Jeff Rubin must have hated gas prices over the past year or so. They were headed for $1.40 per litre back in 2012 when the author of The End of Growth published his warning that the high price of oil would soon halt the economic expansion we had taken for granted for decades. Growth, he argued, would soon be essentially unaffordable, and we’d better adapt. But being the short-sighted mammals we are, a few months of sub-dollar gas prices distracted us from that very reasonable thesis. That’s a shame, because he’s likely right, regardless of what your last fill-up cost. And because, if you ask me, his observation would have made a handy object lesson for today’s besieged chief marketing officers.
Not anymore. The price of television advertising, marketing’s most effective drift net, has outpaced inflation for years, making attention-getting an increasingly expensive strategy. While network execs are once again popping champagne corks at next season’s higher ad prices, the same dwindling herds that are making them rich seem to foretell the end of marketing as we know it.
Or perhaps, if we have any sense, we should treat this as a coming of age. The paradigm of conquest was probably never a sustainable approach to advertising. Most businesses have always depended not on how many new customers they could win but on how much those customers would eventually spend. One who sticks around, happily buying over and over again, has far greater real value than a hundred costly prospects. If that person wasn’t always marketing’s top priority, she surely soon will be. In other words, marketing’s post–mass media future lies in the same place as Rubin’s post–global economy does: in our own backyards.
If that’s true, then marketing is about to become the easiest job in the world, because the bar is so abominably low. Customer experience—especially in Canada—is the most dismal and ignored corner of marketing. Poorly measured, conferring little corporate glory and mired in office politics, customers’ affection is taken for granted—or, worse, considered unimportant—by too many companies. The common result is brand relationships worn away by untended email addresses, dead-end phone numbers, impenetrable user interfaces and sullen, disempowered staff. There is so little competition on this front that experiencing responsive and appreciative contact with a corporation is enough to shock most consumers to tears.
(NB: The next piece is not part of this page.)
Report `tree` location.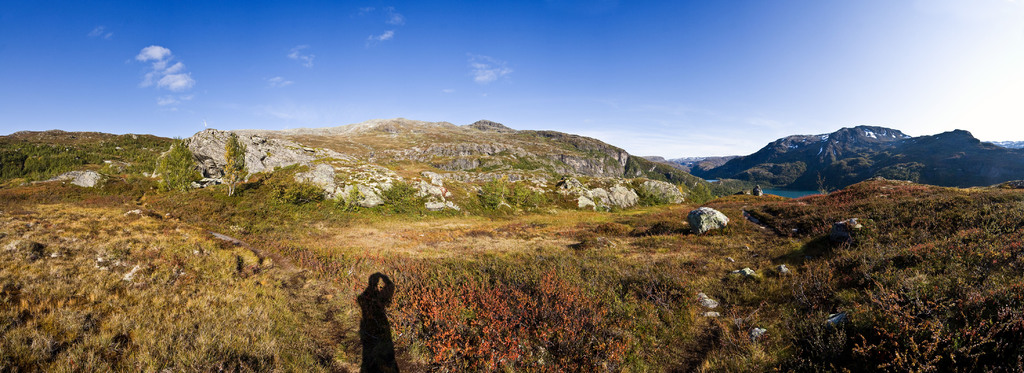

The worst of it is, most companies never find out they’re failing. According to one recent study, fewer than one in five Canadians disappointed by a brand experience ever says so in a public forum. Yet half of us switched retailers, telecoms or banks in the past year—59% of the time because of those negative experiences. This kind of attrition has become so normalized, the business even has a prosaic name for it: churn. Marketers accept it as a natural phenomenon, as it if were like the weather, and simply double down on promotion instead. Meanwhile, yesterday’s hard-won customers just “slip away,” as the study’s authors put it, not because another brand was more attractive but because the first one stopped caring as soon as the cash register rang.
This should keep us up at night. There is no more valuable marketing asset than the customers you already have, and they’re well on their way to becoming irreplaceable. We should be obsessively monitoring their happiness. We should be rewarding the employees who keep them just as we do the ones who drag them in. We should be engineering every single point of contact to be uniquely and addictively rewarding so that we’re just as priceless to them as they are to us. In a low-growth world, customer experience is marketing—and maybe soon the only kind of growth anybody can afford.